8. Higher-Order Functions

Functions that take functions as arguments or return functions.

Functions as Arguments

def apply_twice(func, value):
    return func(func(value))

def square(x):
    return x ** 2

print(apply_twice(square, 2))  # 16 (square(square(2)) = square(4))

Built-in Higher-Order Functions

numbers = [1, 2, 3, 4, 5]

# map: Apply function to each element
squared = list(map(lambda x: x**2, numbers))

# filter: Keep elements where function returns True
evens = list(filter(lambda x: x % 2 == 0, numbers))
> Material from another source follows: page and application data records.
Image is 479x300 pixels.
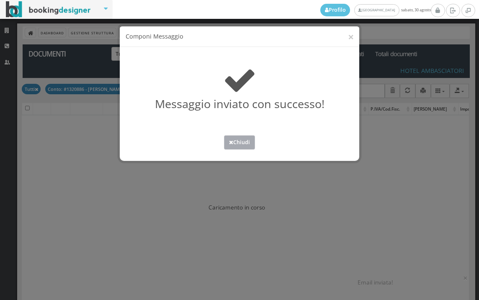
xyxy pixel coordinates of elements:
[348,31,353,42] button: ×
[6,1,91,18] img: BookingDesigner.com
[125,32,353,41] h4: Componi Messaggio
[463,274,467,282] button: ×
[224,135,255,149] button: Chiudi
[357,278,393,286] span: Email inviata!
[122,63,357,110] h2: Messaggio inviato con successo!
[320,4,350,16] a: Profilo
[320,4,430,16] span: sabato, 30 agosto
[354,4,399,16] a: [GEOGRAPHIC_DATA]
# reduce: Accumulate values
from functools import reduce
total = reduce(lambda acc, x: acc + x, numbers)  # 15

Functions Returning Functions

def multiplier(n):
    def multiply(x):
        return x * n
    return multiply

double = multiplier(2)
triple = multiplier(3)

print(double(5))  # 10
print(triple(5))  # 15

Decorators

Functions that modify other functions:

def log_calls(func):
    def wrapper(*args, **kwargs):
        print(f"Calling {func.__name__}")
        result = func(*args, **kwargs)
        print(f"Finished {func.__name__}")
        return result
    return wrapper

@log_calls
def greet(name):
    print(f"Hello, {name}!")

greet("Alice")
# Calling greet
# Hello, Alice!
# Finished greet

9. Recursion

Functions that call themselves.

Basic Example

def factorial(n):
    if n <= 1:      # Base case
        return 1
    return n * factorial(n - 1)  # Recursive case

print(factorial(5))  # 120 (5 * 4 * 3 * 2 * 1)

How It Works

factorial(5)
= 5 * factorial(4)
= 5 * 4 * factorial(3)
= 5 * 4 * 3 * factorial(2)
= 5 * 4 * 3 * 2 * factorial(1)
= 5 * 4 * 3 * 2 * 1
= 120

Key Components

  1. Base case: Condition that stops recursion
  2. Recursive case: Calls itself with a simpler problem
  3. Progress: Each call must move toward base case

Common Recursive Patterns

# Sum of list
def sum_list(lst):
    if not lst:
        return 0
    return lst[0] + sum_list(lst[1:])

# Fibonacci
def fibonacci(n):
    if n <= 1:
        return n
    return fibonacci(n - 1) + fibonacci(n - 2)

# Binary search
def binary_search(arr, target, low, high):
    if low > high:
        return -1

    mid = (low + high) // 2
    if arr[mid] == target:
        return mid
    elif arr[mid] < target:
        return binary_search(arr, target, mid + 1, high)
    else:
        return binary_search(arr, target, low, mid - 1)

Recursion vs Iteration

# Iterative factorial
def factorial_iter(n):
    result = 1
    for i in range(1, n + 1):
        result *= i
    return result

# Recursive factorial
def factorial_rec(n):
    if n <= 1:
        return 1
    return n * factorial_rec(n - 1)

Tradeoffs:

  • Recursion: Often cleaner for recursive data structures (trees)
  • Iteration: Usually more efficient (no call stack overhead)

Recursion Limit

Python has a recursion limit (usually 1000):

import sys
print(sys.getrecursionlimit())  # 1000

# Increase if needed (be careful!)
sys.setrecursionlimit(2000)

Exercises

Basic

  1. Write a function is_even(n) that returns True if n is even.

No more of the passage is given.